What Timothy Pickering Hoped the Hartford Convention Would Accomplish

In Washington, November 28, 1814 Timothy Pickering wrote a letter to John Lowell, Jr.  After touching upon the notion he formerly held that “the Western States go off, leaving the ‘good old thirteen States…to themselves’ ”  Pickering wrote of the need to amend the Constitution, after New England had decided on how to defend itself.

He proposed twelve changes:[1]

  1. “Abolish negro representation,” the detested Three-Fifths Clause
  2. Prohibit interruption of trade for any reason without agreement by the nine states on the Atlantic seaboard
  3. Limit the presidency to one term
  4. Prohibit election of a new president from the same state as the previous president
  5. Restore the original method of presidential and vice-presidential elections
  6. Change the method of appointments to military and civil offices to prevent bribery and corruption
  7. Make attainment of citizenship more  difficult and exclude anyone but natives from Congress
  8. Limit the number of representatives in the House, despite any increase in population
  9. “Require the vote of two-thirds or three-fourths of each House of Congress” when declaring war
  10.  Prohibit the use of “usurious loans” for the waging of war
  11.  Question if the states west of the Mississippi might form a new confederacy
  12.  Revise the wording “to lay and collect taxes, duties, imposts and excises with the wording “but all duties, imposts and excises shall be uniform throughout the United States.”  He noted that collection of taxes was often considered a separate power from paying debts and providing for defense and welfare.  He considered that providing for general welfare ought to be considered in conjunction with the expenditure of taxes, duties, imposts and excises.
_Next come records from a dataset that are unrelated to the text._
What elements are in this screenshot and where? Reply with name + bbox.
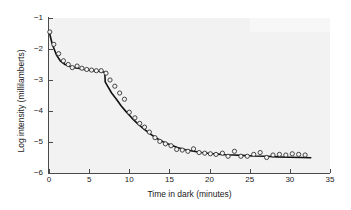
data-point-marker xyxy=(80,66,84,70)
data-point-marker xyxy=(89,68,93,72)
data-point-marker xyxy=(252,152,256,156)
data-layer xyxy=(0,0,351,210)
data-point-marker xyxy=(48,30,52,34)
data-point-marker xyxy=(186,149,190,153)
data-point-marker xyxy=(264,155,268,159)
data-point-marker xyxy=(163,142,167,146)
data-point-marker xyxy=(142,125,146,129)
data-point-marker xyxy=(57,52,61,56)
data-point-marker xyxy=(113,84,117,88)
data-point-marker xyxy=(52,42,56,46)
data-point-marker xyxy=(66,62,70,66)
data-point-marker xyxy=(122,97,126,101)
data-point-marker xyxy=(290,152,294,156)
data-point-marker xyxy=(104,71,108,75)
data-point-marker xyxy=(197,150,201,154)
fitted-curve xyxy=(49,31,311,158)
data-point-marker xyxy=(70,66,74,70)
data-point-marker xyxy=(108,78,112,82)
data-point-marker xyxy=(303,153,307,157)
data-point-marker xyxy=(239,154,243,158)
data-point-marker xyxy=(226,154,230,158)
data-point-marker xyxy=(61,59,65,63)
data-point-marker xyxy=(191,147,195,151)
data-point-marker xyxy=(203,151,207,155)
x-axis-label: Time in dark (minutes) xyxy=(49,189,330,199)
y-axis-label: Log intensity (millilamberts) xyxy=(16,26,26,176)
data-point-marker xyxy=(277,152,281,156)
data-point-marker xyxy=(169,144,173,148)
data-point-marker xyxy=(133,116,137,120)
data-point-marker xyxy=(85,67,89,71)
data-point-marker xyxy=(75,64,79,68)
data-point-marker xyxy=(180,148,184,152)
data-point-marker xyxy=(127,110,131,114)
data-point-marker xyxy=(158,139,162,143)
data-point-marker xyxy=(258,150,262,154)
data-point-marker xyxy=(153,136,157,140)
data-point-marker xyxy=(284,153,288,157)
data-point-marker xyxy=(214,152,218,156)
data-point-marker xyxy=(147,130,151,134)
data-point-marker xyxy=(245,154,249,158)
dark-adaptation-chart: −1−2−3−4−5−6 05101520253035 Log intensit… xyxy=(0,0,351,210)
data-point-marker xyxy=(208,152,212,156)
data-point-marker xyxy=(271,153,275,157)
data-point-marker xyxy=(175,147,179,151)
data-point-marker xyxy=(118,91,122,95)
data-point-marker xyxy=(94,69,98,73)
data-point-marker xyxy=(99,69,103,73)
data-point-marker xyxy=(138,121,142,125)
data-point-markers xyxy=(48,30,308,160)
data-point-marker xyxy=(220,151,224,155)
data-point-marker xyxy=(232,149,236,153)
data-point-marker xyxy=(297,152,301,156)
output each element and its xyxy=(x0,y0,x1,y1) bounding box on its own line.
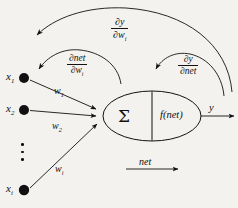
derivative-dy-dnet-denominator: ∂net xyxy=(178,67,198,79)
derivative-dnet-dwi-numerator: ∂net xyxy=(67,54,87,64)
activation-function-label: f(net) xyxy=(160,110,183,121)
derivative-dy-dwi: ∂y ∂wi xyxy=(111,17,128,42)
weight-label-wi-sub: i xyxy=(62,169,64,176)
weight-label-wi: wi xyxy=(55,164,63,176)
weight-line-w2 xyxy=(30,111,96,117)
input-label-xi-sub: i xyxy=(11,189,13,196)
neuron-gradient-diagram: x1 x2 xi w1 w2 wi Σ f(net) net y ∂y ∂wi … xyxy=(0,0,238,208)
summation-symbol: Σ xyxy=(118,106,130,126)
weight-label-w1-text: w xyxy=(54,85,61,96)
weight-line-wi xyxy=(30,124,97,188)
input-label-x1-sub: 1 xyxy=(11,77,14,84)
derivative-dnet-dwi-denominator: ∂wi xyxy=(67,66,87,78)
weight-label-wi-text: w xyxy=(55,163,62,174)
weight-label-w1-sub: 1 xyxy=(61,91,64,98)
derivative-dy-dnet-numerator: ∂y xyxy=(178,55,198,65)
input-label-xi: xi xyxy=(6,183,13,197)
net-label: net xyxy=(139,157,151,167)
weight-label-w1: w1 xyxy=(54,86,64,98)
input-node-x1 xyxy=(19,73,29,83)
derivative-dy-dwi-numerator: ∂y xyxy=(111,17,128,28)
vertical-ellipsis xyxy=(21,143,24,161)
input-label-x2-sub: 2 xyxy=(11,109,14,116)
derivative-dy-dwi-denominator: ∂wi xyxy=(111,30,128,42)
derivative-dy-dnet: ∂y ∂net xyxy=(178,55,198,79)
derivative-dnet-dwi: ∂net ∂wi xyxy=(67,54,87,78)
output-label-y: y xyxy=(209,103,214,114)
input-node-xi xyxy=(19,185,29,195)
weight-label-w2: w2 xyxy=(52,121,62,133)
weight-label-w2-sub: 2 xyxy=(59,126,62,133)
arc-dy-dwi xyxy=(37,8,232,92)
input-label-x1: x1 xyxy=(6,71,14,85)
input-label-x2: x2 xyxy=(6,103,14,117)
weight-label-w2-text: w xyxy=(52,120,59,131)
input-node-x2 xyxy=(19,105,29,115)
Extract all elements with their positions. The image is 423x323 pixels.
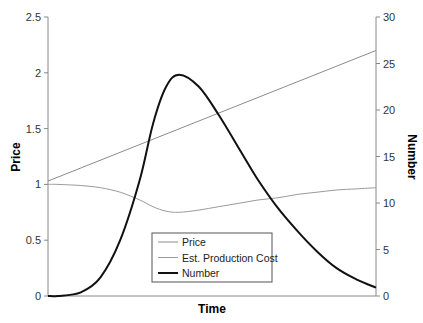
legend-label: Number — [182, 267, 220, 279]
y-left-tick-label: 0 — [35, 290, 41, 302]
y-left-tick-label: 2.5 — [26, 11, 41, 23]
y-right-tick-label: 30 — [383, 11, 395, 23]
y-right-tick-label: 5 — [383, 244, 389, 256]
series-line-est-production-cost — [48, 184, 376, 212]
legend: PriceEst. Production CostNumber — [152, 233, 278, 282]
y-right-tick-label: 0 — [383, 290, 389, 302]
series-line-price — [48, 50, 376, 181]
legend-label: Est. Production Cost — [182, 252, 278, 264]
y-left-tick-label: 0.5 — [26, 234, 41, 246]
y-axis-right-title: Number — [405, 134, 419, 180]
y-right-tick-label: 10 — [383, 197, 395, 209]
y-right-tick-label: 25 — [383, 58, 395, 70]
y-right-tick-label: 20 — [383, 104, 395, 116]
chart: 00.511.522.5051015202530 PriceEst. Produ… — [0, 0, 423, 323]
legend-label: Price — [182, 236, 206, 248]
y-right-tick-label: 15 — [383, 151, 395, 163]
y-axis-left-title: Price — [9, 142, 23, 172]
x-axis-title: Time — [198, 302, 226, 316]
y-left-tick-label: 1.5 — [26, 123, 41, 135]
y-left-tick-label: 1 — [35, 178, 41, 190]
y-left-tick-label: 2 — [35, 67, 41, 79]
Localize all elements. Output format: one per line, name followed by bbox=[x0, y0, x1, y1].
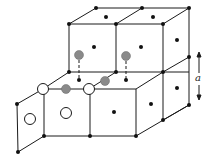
lattice-atom bbox=[94, 6, 98, 10]
open-atom bbox=[61, 108, 72, 119]
open-vacancy-atoms bbox=[25, 84, 95, 125]
lattice-atom bbox=[187, 6, 191, 10]
lattice-atom bbox=[140, 6, 144, 10]
lattice-atom bbox=[88, 134, 92, 138]
lattice-atom bbox=[175, 38, 179, 42]
lattice-atom bbox=[15, 102, 19, 106]
lattice-atom bbox=[124, 78, 128, 82]
lattice-atom bbox=[16, 150, 20, 154]
lattice-edge bbox=[18, 136, 44, 152]
lattice-edge bbox=[136, 72, 163, 89]
lattice-atom bbox=[42, 134, 46, 138]
lattice-atom bbox=[161, 118, 165, 122]
lattice-atom bbox=[104, 15, 108, 19]
lattice-atom bbox=[161, 70, 165, 74]
gray-adatom bbox=[75, 51, 84, 60]
lattice-atom bbox=[134, 134, 138, 138]
lattice-edge bbox=[163, 57, 189, 72]
fcc-lattice-diagram bbox=[0, 0, 206, 164]
gray-adatom bbox=[122, 52, 131, 61]
lattice-edge bbox=[116, 8, 142, 24]
lattice-atom bbox=[67, 70, 71, 74]
lattice-edge bbox=[69, 8, 96, 24]
lattice-atom bbox=[67, 22, 71, 26]
lattice-atom bbox=[151, 15, 155, 19]
lattice-edge bbox=[17, 104, 18, 152]
lattice-atom bbox=[161, 22, 165, 26]
lattice-atom bbox=[114, 70, 118, 74]
lattice-atom bbox=[149, 102, 153, 106]
open-atom bbox=[25, 114, 36, 125]
lattice-constant-label: a bbox=[195, 72, 201, 83]
lattice-atom bbox=[92, 45, 96, 49]
gray-adatom bbox=[101, 77, 110, 86]
arrow-down-head-icon bbox=[197, 95, 201, 100]
open-atom bbox=[84, 84, 95, 95]
arrow-up-head-icon bbox=[197, 52, 201, 57]
lattice-atom bbox=[187, 55, 191, 59]
lattice-atom bbox=[175, 86, 179, 90]
lattice-atom bbox=[139, 45, 143, 49]
lattice-atom bbox=[187, 103, 191, 107]
lattice-atom bbox=[112, 110, 116, 114]
lattice-edge bbox=[163, 8, 189, 24]
gray-adatom bbox=[62, 85, 71, 94]
open-atom bbox=[38, 84, 49, 95]
lattice-edge bbox=[163, 105, 189, 120]
lattice-atom bbox=[77, 78, 81, 82]
lattice-atom bbox=[114, 22, 118, 26]
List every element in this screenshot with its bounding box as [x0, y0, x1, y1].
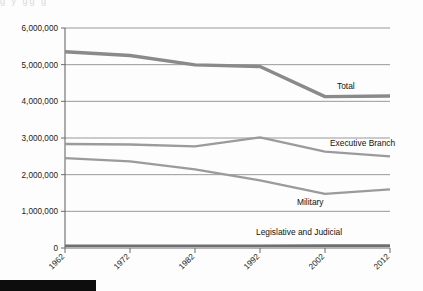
series-label-legislative-and-judicial: Legislative and Judicial	[256, 227, 342, 237]
y-axis-labels: 01,000,0002,000,0003,000,0004,000,0005,0…	[22, 24, 59, 253]
y-axis-tick-label: 1,000,000	[22, 207, 59, 216]
series-labels: TotalExecutive BranchMilitaryLegislative…	[256, 81, 396, 237]
y-axis-tick-label: 4,000,000	[22, 97, 59, 106]
series-label-executive-branch: Executive Branch	[330, 138, 396, 148]
line-chart: 01,000,0002,000,0003,000,0004,000,0005,0…	[0, 0, 423, 291]
y-axis-tick-label: 5,000,000	[22, 61, 59, 70]
x-axis-labels: 196219721982199220022012	[47, 252, 392, 272]
chart-svg: 01,000,0002,000,0003,000,0004,000,0005,0…	[0, 0, 423, 291]
x-axis-tick-label: 2012	[372, 252, 392, 272]
y-axis-tick-label: 2,000,000	[22, 171, 59, 180]
x-axis-tick-label: 2002	[307, 252, 327, 272]
chart-page: g y gg g 01,000,0002,000,0003,000,0004,0…	[0, 0, 423, 291]
x-axis-tick-label: 1972	[112, 252, 132, 272]
series-line-military	[65, 158, 390, 194]
y-axis-tick-label: 3,000,000	[22, 134, 59, 143]
x-axis-tick-label: 1992	[242, 252, 262, 272]
y-axis-tick-label: 6,000,000	[22, 24, 59, 33]
series-label-military: Military	[297, 197, 324, 207]
x-tickmarks	[65, 248, 390, 253]
x-axis-tick-label: 1982	[177, 252, 197, 272]
x-axis-tick-label: 1962	[47, 252, 67, 272]
series-label-total: Total	[337, 81, 355, 91]
y-axis-tick-label: 0	[53, 244, 58, 253]
page-footer-bar	[0, 280, 96, 291]
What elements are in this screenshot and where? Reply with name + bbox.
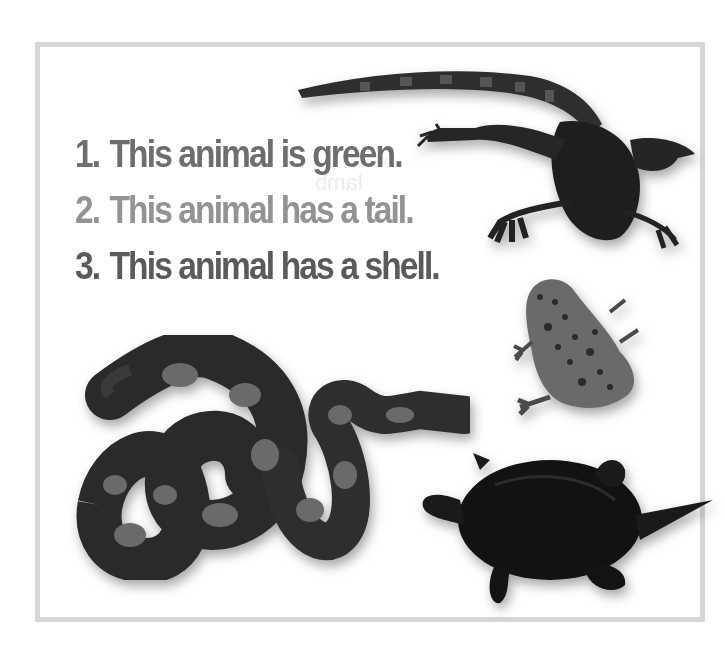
snake-image: [70, 335, 470, 580]
clue-number: 2.: [75, 182, 99, 238]
turtle-image: [415, 445, 720, 610]
iguana-image: [290, 62, 710, 252]
clue-number: 1.: [75, 126, 99, 182]
frog-image: [510, 272, 650, 422]
clue-number: 3.: [75, 238, 99, 294]
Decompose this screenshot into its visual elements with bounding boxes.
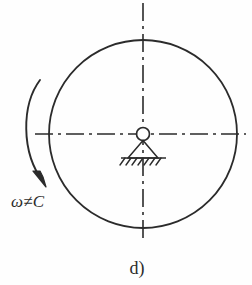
rotation-arrow-head-icon: [33, 171, 46, 187]
ground-hatching: [120, 158, 161, 165]
rotation-arrow-arc: [26, 80, 44, 183]
angular-velocity-label: ω≠C: [11, 192, 44, 212]
figure-drawing-canvas: [0, 0, 252, 285]
figure-caption-row: d): [0, 258, 252, 279]
figure-caption-text: d): [130, 258, 145, 279]
mechanics-figure: ω≠C d): [0, 0, 252, 285]
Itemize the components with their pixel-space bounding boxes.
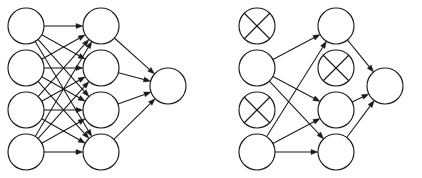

Next:  What John Lowell Hoped the Hartford Convention Would Accomplish

 

[1] Timothy Pickering to John Lowell, Jr. 28 November, 1814, Henry Adams (ed.)  Documents relating to New-England Federalism 1800-1815, (Boston:  Little, Brown, and Company, 1877) 407-9.

About “Caius”

Mathew Carey (1760-1839) used the pseudonym of “Caius,” a character from King Lear who was loyal but blunt. When Mathew Carey feared New England would secede from the Union, he read everything he could find on the history of civil wars. In that spirit, “Caius” offers a historical perspective for political discussion.